I’ve now read the book. Unlike the commentator over on LinkedIn who responded to my post a couple of weeks ago that I had started to read 1619 with his comment, “I don’t read fiction very often.”

And his reply to my reply “What do you find to be fictional about this?” with “It starts with a faulty premise and builds a racist narrative on top of it. History books should tell history not make it up to support political ends (ala 1984s Ministry of Truth).”
My reply – which he didn’t respond to further: “That is quite vague. What faulty premise is that exactly? So far it’s related a history of laws that were passed in favor of establishing and perpetuating slavery since 1619. It seems thus far to actually be a history book. Perhaps just one sharing a history you’d prefer not to be told. Unless you care to be specific, please don’t waste my time with generalities on my posts.”
And that exchange ended there.

EVERY time I think about this – which was often as I read “1619” – I got mad.
To myself, “I swore like a sailor,” mad about the racist clown on LinkedIn and his comments, and what I was reading in 1619.
It’s not the first time this crap, “racial prejudice,” has gotten me into such an angry place. I faced it in grade school, high school, working in construction, in the US Navy, as an employee, as a consultant with an equity stake in three consulting firms – with both my staff and my subcontractors, and some of my clients and some my client’s staff.

It’s F’n everywhere.
Oh, and I didn’t learn any new swear words or phrases when I entered the Navy as a 20-year-old, as I had been working construction in the Kansas City area every summer since I was 12.

From Wikipedia
The 1619 Project: A New Origin Story is a 2021 anthology of essays and poetry, published by Random House’s One World imprint on November 16, 2021. It is a book-length expansion of the essays presented in the 1619 Project issue of The New York Times Magazine in August 2019.
My Thoughts
I would encourage everyone to read this. It gave me details, historical facts (not fiction), about the enslavers and the enslaved, and our history of twisted laws – twisted from our English-law sources as a set of colonies and then states and newly formed country – used to establish and maintain the institution of slavery, from which much of America’s early wealth derived. It’s the old greed and prejudice story in black and white.
People like Daniel the consultant won’t read it – for their minds are already closed. For whatever reason initially, and continued. They can deny its historical accuracy – made much easier when they haven’t read it themselves and rely on someone else’s critique to “make up” their own.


WORK INSTRUCTION
For the material below, return exactly the lines starting at the one holding "You are a GUI" and ending at the one holding "The image size is (1324, 628).", counting both as part of the range.

INPUT DATA
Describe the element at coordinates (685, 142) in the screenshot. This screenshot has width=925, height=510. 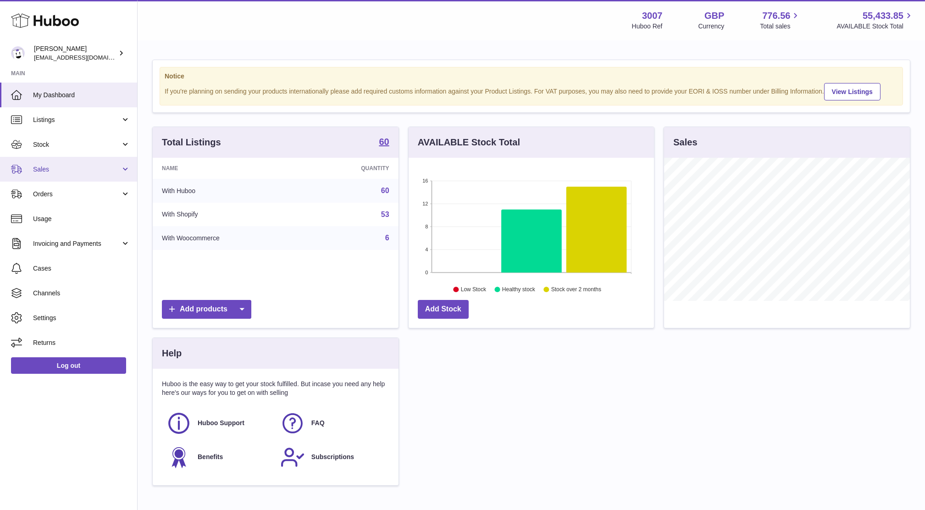
I see `h3: Sales` at that location.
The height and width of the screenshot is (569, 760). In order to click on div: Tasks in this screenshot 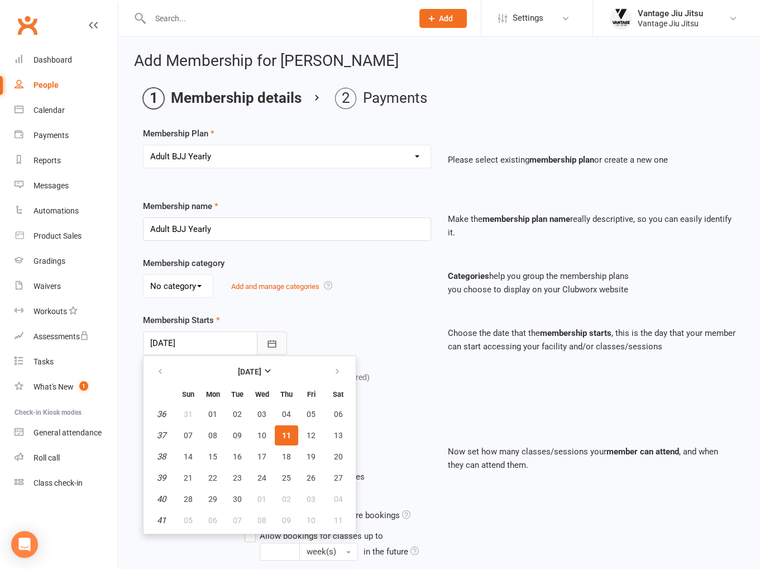, I will do `click(44, 361)`.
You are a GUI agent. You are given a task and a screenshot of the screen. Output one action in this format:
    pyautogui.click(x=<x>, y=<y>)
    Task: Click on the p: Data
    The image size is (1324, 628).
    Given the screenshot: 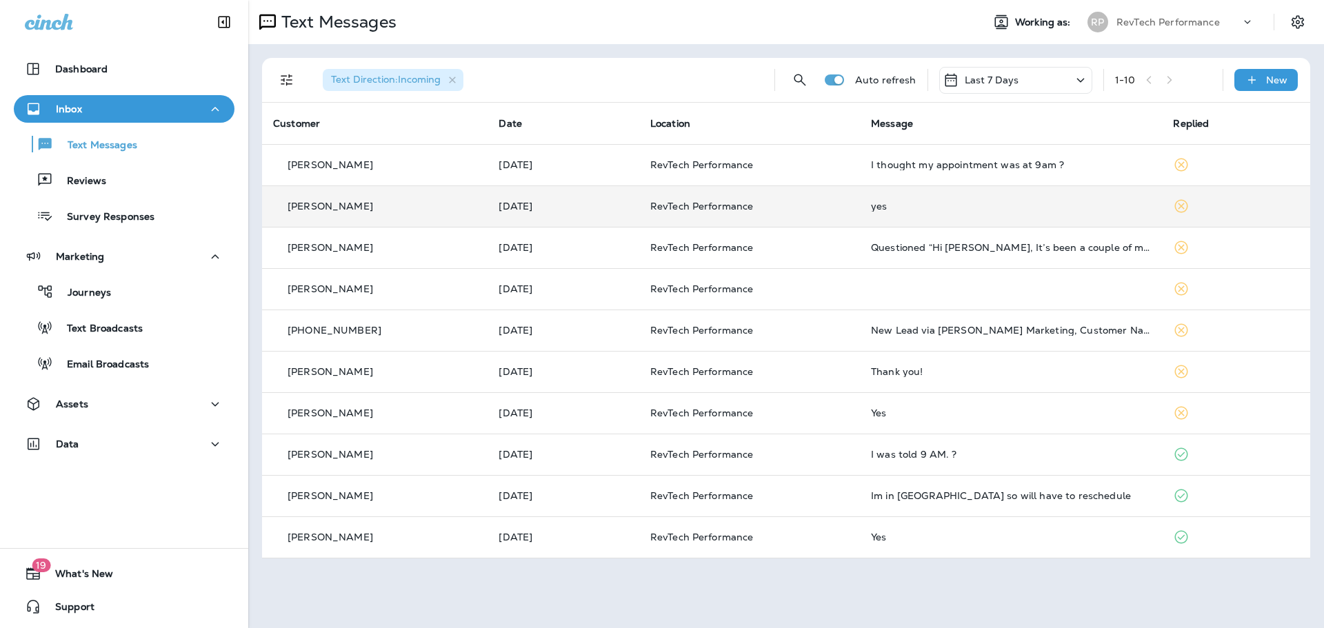 What is the action you would take?
    pyautogui.click(x=68, y=444)
    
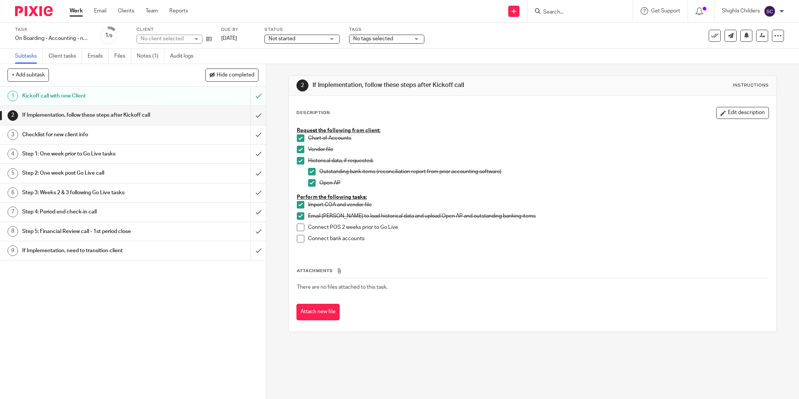 Image resolution: width=799 pixels, height=399 pixels. What do you see at coordinates (165, 39) in the screenshot?
I see `div: No client selected` at bounding box center [165, 39].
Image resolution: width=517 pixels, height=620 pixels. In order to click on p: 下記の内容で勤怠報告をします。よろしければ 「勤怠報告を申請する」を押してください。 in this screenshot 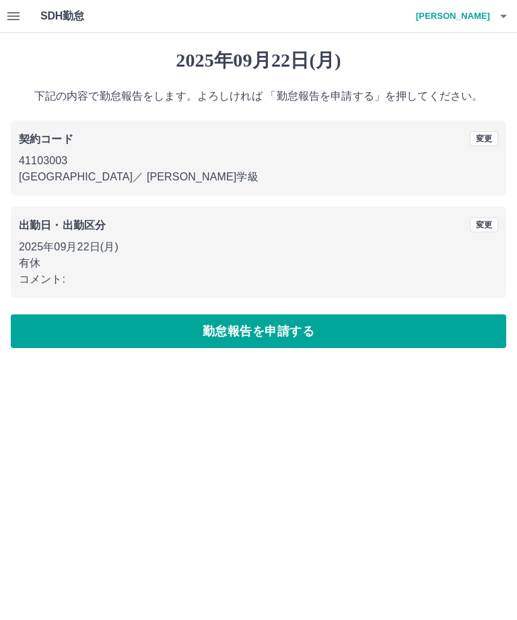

EXERCISE SOLUTION
You are a GUI agent. You are given a task and a screenshot of the screen. Output one action in this format:
    pyautogui.click(x=<x>, y=<y>)
    Task: Click on the p: Data
    The image size is (1324, 628).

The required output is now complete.